Maine and Nebraska already allocate their electoral votes this way (though it rarely if ever makes a difference there), and I even proposed doing it nationwide once as some sort of middle ground between the system we've got and direct popular election of the president. However, my proposal also involved eliminating the two votes per state corresponding to each state's Senators (since, I reasoned, in the system we've got today the enormous overweighting of small rural states' voters is partially compensated by the low political power of rural voters in big urban states, who have similar interests--if we're going to remove one effect we might as well do our best to mitigate the other); and, besides, doing it in just one big state isn't the right way. Of course, any such scheme would also make the presidential election sensitive to district gerrymandering, as [livejournal.com profile] sunburn pointed out.

These days, I'm a lot more sympathetic to just electing the president by direct popular vote (ideally with either a runoff system, or some sort of multiple-preference scheme to reduce spoiler effects) than I used to be. There's the potential for nationwide chaos in the event of a very close election--in 2000 I was very sensitive to that--but that's just because of problems that need to be fixed anyway. Reducing the power of an individual vote just in case there's something wrong with the voting process seems like throwing the baby out with the bathwater; you should fix the process instead.

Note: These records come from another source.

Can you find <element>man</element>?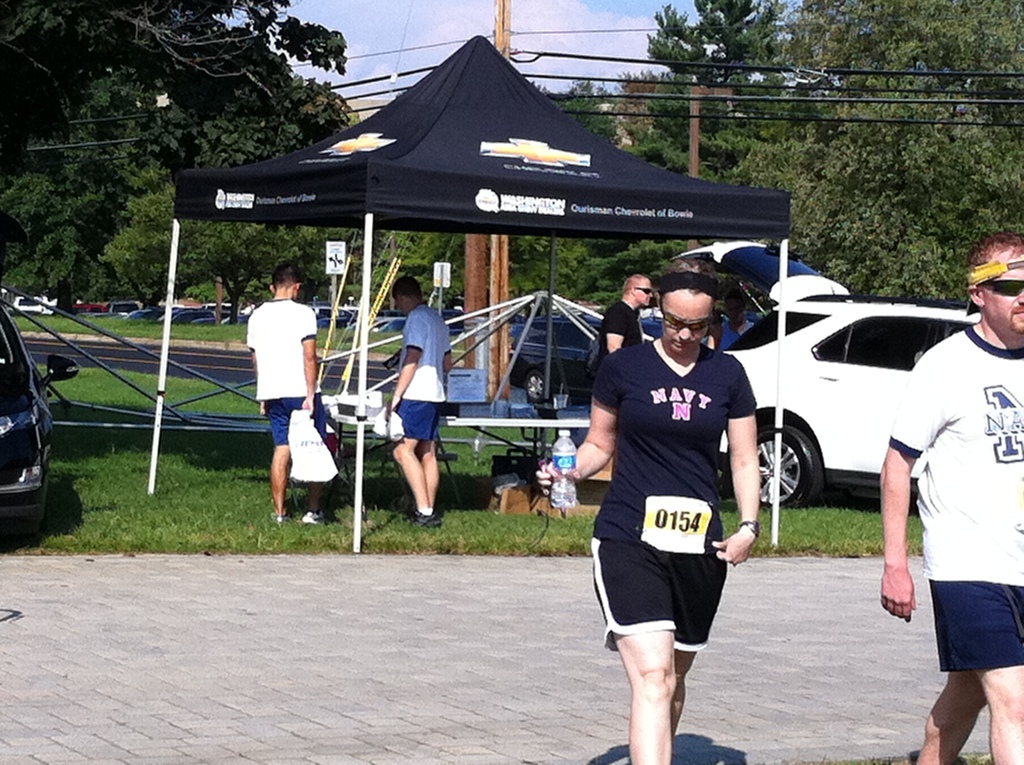
Yes, bounding box: detection(378, 271, 454, 529).
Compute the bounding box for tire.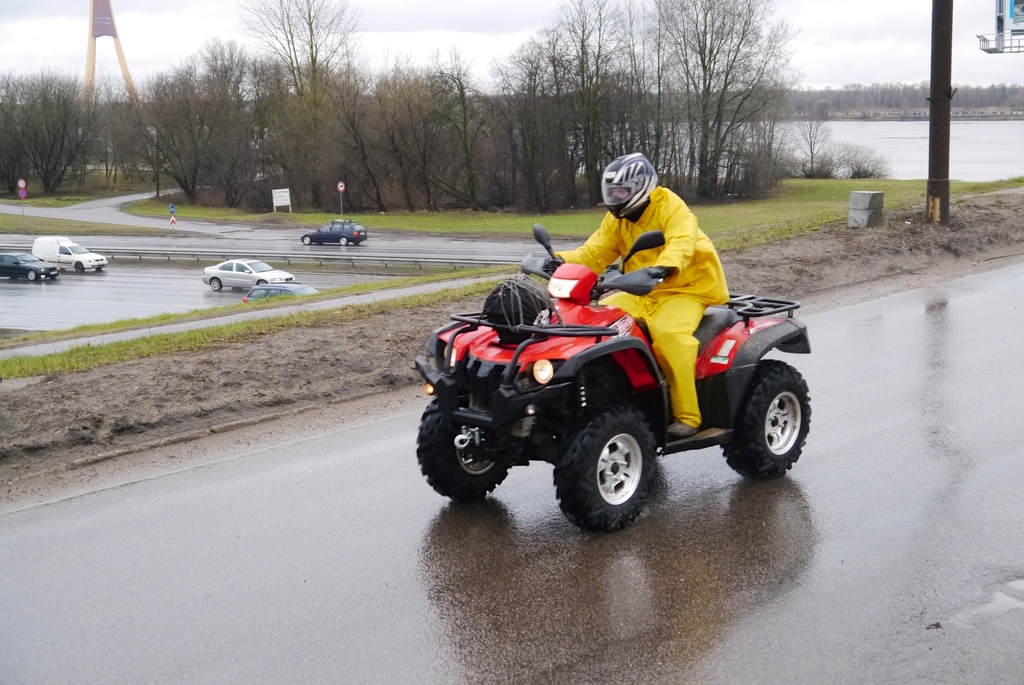
556, 412, 661, 531.
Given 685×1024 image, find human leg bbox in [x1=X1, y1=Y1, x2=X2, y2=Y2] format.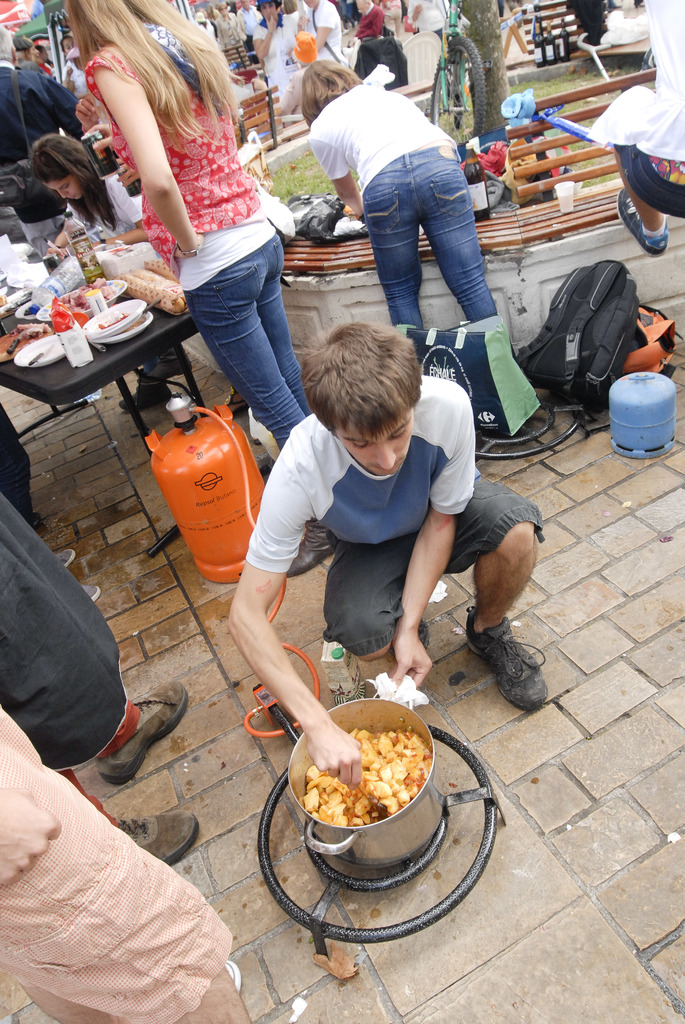
[x1=411, y1=145, x2=500, y2=319].
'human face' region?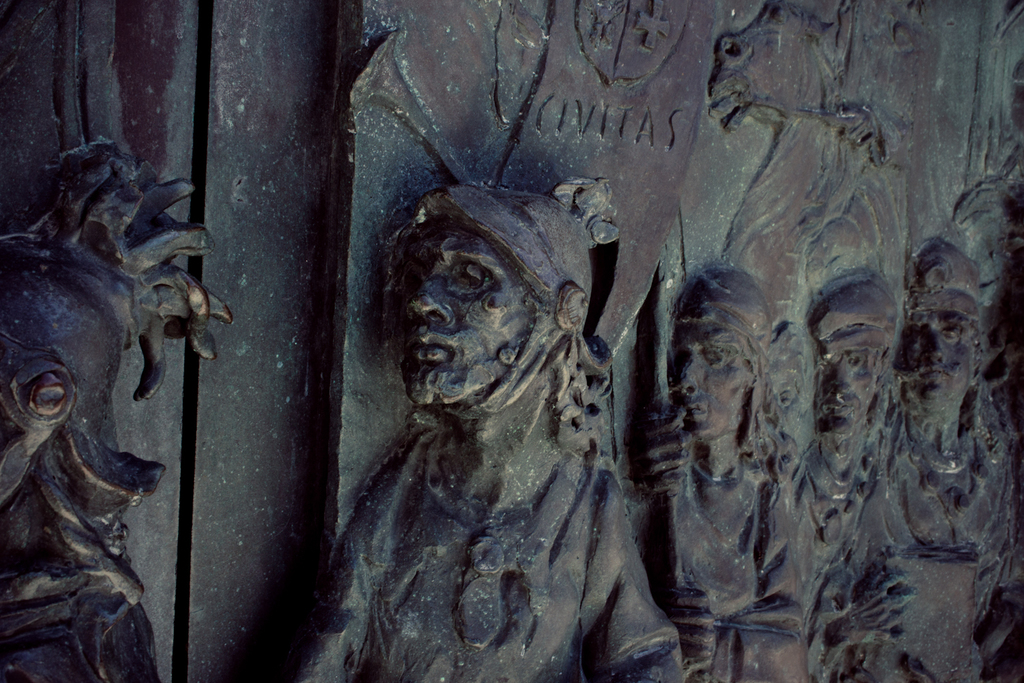
select_region(400, 229, 533, 401)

Also, as I said in that earlier LJ post, the major parties really, really need to get their act together and fix the primary system; it's broken and stupid.

Date: 2007-09-29 10:55 pm (UTC)
From: [identity profile] mmcirvin.livejournal.com
According to Wikipedia, some Italian leftist parties have just started using primary elections in the past couple of years, and there's a party in Korea that is going to have one too.

Date: 2007-09-29 11:30 pm (UTC)
From: [identity profile] skapusniak.livejournal.com
Hmmmm, do these parties go the whole hog and have people register to vote as aligned to a particular party and hand their candidate selection machinery over to the local or national government?

Because that's what strikes me as non-American as the really really weird bit, political parties not being private membership organisations but stanage hybrid quasi-public bodies, over and above the simple fact of having massive campaigns to elect a new candidate for every election cycle, rather than only when they get fed up with them, which is I guess merely a superficial oddness.

Date: 2007-09-30 01:30 am (UTC)
From: [identity profile] mmcirvin.livejournal.com
Wikipedia implies that the primary system we have stems from the Progressive era of American politics, the early years of the 20th century. At the time, when all sorts of things were shifting over to popular election (Senators became popularly elected in 1913), having the governmental election mechanism also take care of party primaries probably seemed like a matter of procedural efficiency.